After retiring from the legislature in 2002, the most significant changes in my life came about with the help of first, Mayor Randy Kelly, then Judge Jim Swenson, and finally attorney Marshall Tanick.Randy Kelly

Randy Kelly was State Rep. Randy Kelly when I got elected in 1987.  He was thought of as a conservative, pro-life, law-and-order Democrat – and, well, you know me, I tended more liberal.  Yet we both represented Saint Paul neighborhoods plagued by poverty, crack houses and crime.  Focusing on the lack of home ownership, the abundance of absentee landlords, we found common ground.  When he became a State Senator a couple years later, he was the Senate author of much of my agenda – and I appreciated his work ethic and ability to get things done.  (Caption belowRandy and I announcing one of our housing initiatives.)

When he ran for Mayor in 2001, his opponent was City Council Member Jay Benanav, the liberal in the race.  Benanav’s aide and campaign manager was my friend Jane Prince.  Jane had been my 1993 campaign manager (see Jane Prince Tribute above).  Maybe the hardest thing in politics is choosing between friends.  In this case it was choosing who could best get things done, and that’s what I explained to my neighbors, and what I tried to explain to Jane by choosing Randy.  This led to a real rupture in Jane’s and my relationship, but to her credit we once again have come to greatly admire each other and we’re back to best friends.

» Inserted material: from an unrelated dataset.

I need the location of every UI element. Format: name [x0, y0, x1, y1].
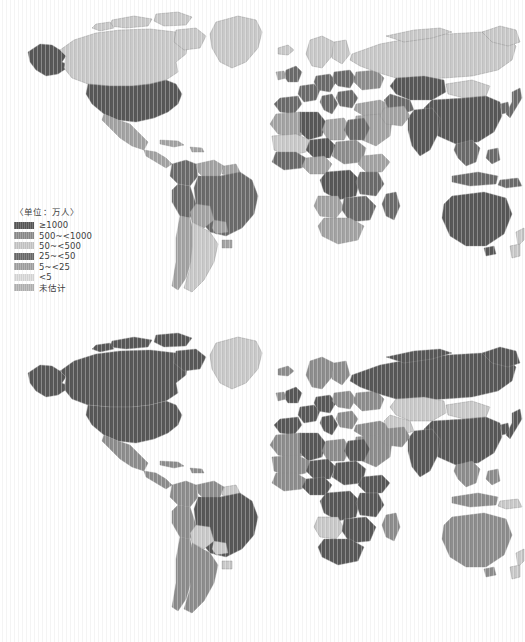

Randy won, and after Jane was elected to the City Council, she served under the administrations of Randy Kelly, Chris Coleman and Melvin Carter.  She recently told me, “You know, Randy was the best – he actually made things happen, like the Housing 6000 program.”  Many Saint Paulites consider Jane one of our best City Council Members ever, including, apparently, the former Mayor.  Jane tells me she ran into Randy the other day, got a big hug, and Randy says, smiling, “Who would have thought you’d end up being the most sensible member of the Council?!”

For me, the upshot of Randy’s victory was being appointed the City’s Director of Neighborhood Housing – coinciding nicely with my retirement from the legislature.  This marked my entering my third branch of government:  First the judicial branch as a landlord/tenant attorney; then the legislative branch writing landlord/tenant laws; and now in the executive branch enforcing the very landlord/tenant laws Randy and I wrote.  One of those laws was “City Initiated Tenant Remedies Actions,” which so got under the skin of the City’s slumlords that they sued us to stop enforcement in a case that went all the way to the US  Supreme Court.

Embassy Suites

caption:  one thing that particularly galled the slumlords we sued is that they had to put their tenants up at the Embassy Suites while repairs were made to make their properties habitable

The full story about that case can be read by clicking <Here> or in the Archives scroll to both “1,131 Police Calls in One Year” and “The Case Goes On … and On …”.  Suffice to say, we won that case, and I’m forever grateful for Randy’s believing in me, giving me that job when I needed one, and hanging in there with me through thick and thin.  On too rare an occasion, I run into Randy around town, but he’s kept a low profile since losing his mayoral re-election bid.